Taking place at Taranto-Grottaglie airport in southern Italy, the 2 May sortie saw the demonstrator perform a flight of around 10min, including an approach just over the runway, before landing successfully.

DEP Scaled-c-Royal NLR

Source: Royal NLR

Maiden sortie of 4m-wingspan demonstrator took place in southern Italy

“Subsequent flights will aim to qualify the aircraft for measurement flights, during which dynamic manoeuvres will be executed,” says the project lead, Royal NLR, the Netherlands Aerospace Centre.

Future flights will analyse the DEP architecture’s performance, including analysis of different control algorithms and the potential to control the aircraft through differential thrust on the propulsors.
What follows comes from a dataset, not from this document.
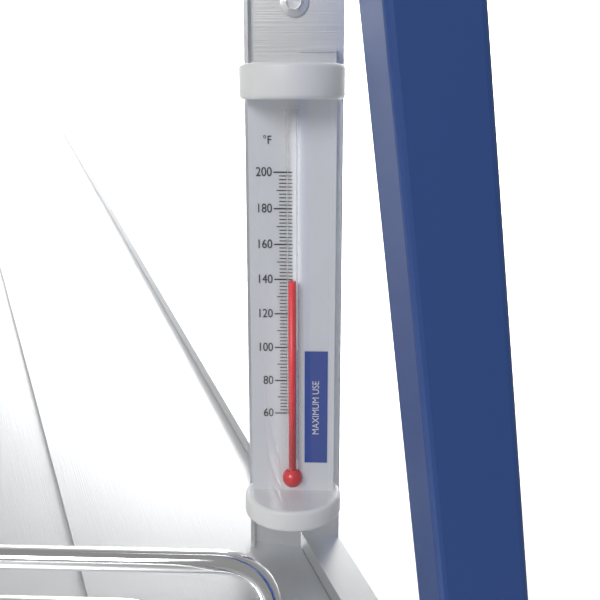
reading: 140 °F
With a 4m (13ft) wingspan and a take-off mass of 167kg (368lb), the demonstrator is equipped with six electric motors – a pair inboard on each wing and one on either wing-tip – and should be able to cruise at 100kt (185km/h).

Such a configuration should deliver a 20% reduction in energy consumption for a full-scale aircraft, believes the Royal NLR.

Part funded by the EU’s Clean Sky 2 programme, the project also involves Airbus, the French and Italian aerospace research agencies ONERA and CIRA, and TU Delft and Orange Aerospace.

It builds on windtunnel and flight tests in 2022 of a 1:8.5-scale flight demonstrator powered by a pair of jet engines. Designed to validate the overall methodology, data collected by the flight-test instrumentation was compared against results from a full-scale aircraft.

That aircraft was subsequently converted into a DEP testbed – gaining a battery pack and propellers – but was destroyed after it caught fire in May last year during ground tests at Royal NLR’s facility in Amsterdam.

A redesign of the platform resulted in the latest iteration. “Despite the setback, the project partners remained resolute and viewed the incident as a valuable learning experience,” says Royal NLR.